Ronald Bottrall

From Wikipedia, the free encyclopedia

(Francis James) Ronald Bottrall OBE, (2 September 1906, Camborne, Cornwall – 25 June 1989) was a Cornish poet. He was praised highly by F.R. Leavis, Anthony Burgess and Martin Seymour-Smith, and deprecated by Ian Hamilton and Martin Amis.

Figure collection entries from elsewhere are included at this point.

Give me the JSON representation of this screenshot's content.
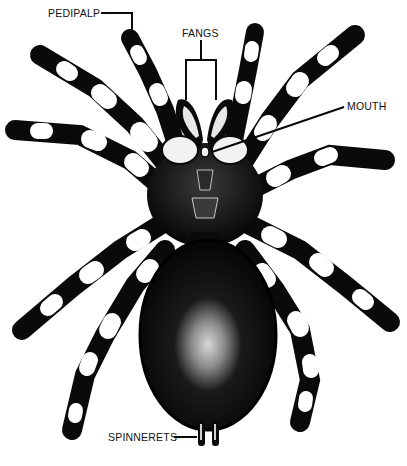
{
  "diagram": {
    "subject": "Tarantula, ventral view",
    "ink_color": "#0a0a0a",
    "paper_color": "#ffffff",
    "labels": [
      {
        "id": "pedipalp",
        "text": "PEDIPALP",
        "x": 48,
        "y": 9
      },
      {
        "id": "fangs",
        "text": "FANGS",
        "x": 182,
        "y": 29
      },
      {
        "id": "mouth",
        "text": "MOUTH",
        "x": 347,
        "y": 103
      },
      {
        "id": "spinnerets",
        "text": "SPINNERETS",
        "x": 108,
        "y": 432
      }
    ]
  }
}
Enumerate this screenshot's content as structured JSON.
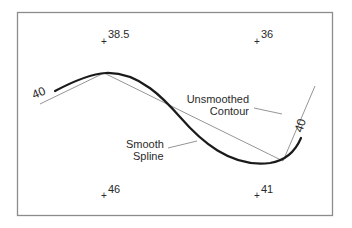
{
  "diagram": {
    "contour_value": "40",
    "contour_label_left": "40",
    "contour_label_right": "40",
    "callouts": {
      "unsmoothed_line1": "Unsmoothed",
      "unsmoothed_line2": "Contour",
      "smooth_line1": "Smooth",
      "smooth_line2": "Spline"
    },
    "spot_heights": [
      {
        "value": "38.5"
      },
      {
        "value": "36"
      },
      {
        "value": "46"
      },
      {
        "value": "41"
      }
    ],
    "colors": {
      "frame": "#8c8c8c",
      "spline": "#1a1a1a",
      "unsmoothed": "#7a7a7a",
      "text": "#2a2a2a"
    }
  }
}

Bottrall was educated at Redruth Grammar School and at Pembroke College, Cambridge.

Career[edit]

Honours and awards[edit]

  • OBE, 1949.
  • Coronation Medal, 1953
  • Syracuse International Poetry Prize, 1954
  • Fellow of the Royal Society of Literature, 1955
  • Knight of St. John, 1972
  • Grande Ufficiale dell'Ordine al Merito della Repubblica Italiana, 1973
  • Knight Commander, Order of St. John of Jerusalem, Malta, 1977

Personal life[edit]

He was the father of Anthony Bottrall, the diplomat, expert in developmental agriculture and politician.[1]

Publications[edit]

Poetry[edit]

  • The Loosening and other Poems, 1931
  • Festivals of Fire, 1934
  • The Turning Path, 1939
  • Farewell and Welcome, 1945
  • Selected Poems, 1946
  • The Palisades of Fear, 1949
  • Adam Unparadised, 1954
  • Collected Poems, 1961
  • Day and Night, 1974
  • Poems 1955–73, 1974
  • Reflections on the Nile, 1980
  • Against a Setting Sun, 1983

Other[edit]

  • (with Gunnar Ekelöf) T.S. Eliot: Dikter i Urval, 1942
  • (with Margaret Bottrall) The Zephyr Book of English Verse, 1945
  • (with Margaret Bottrall) Collected English Verse, 1946
  • Rome (Art Centres of the World), 1968.

References[edit]

  1. ^ "Anthony Bottrall: Diplomat and agricultural expert for developing". Independent.co.uk. 12 March 2015.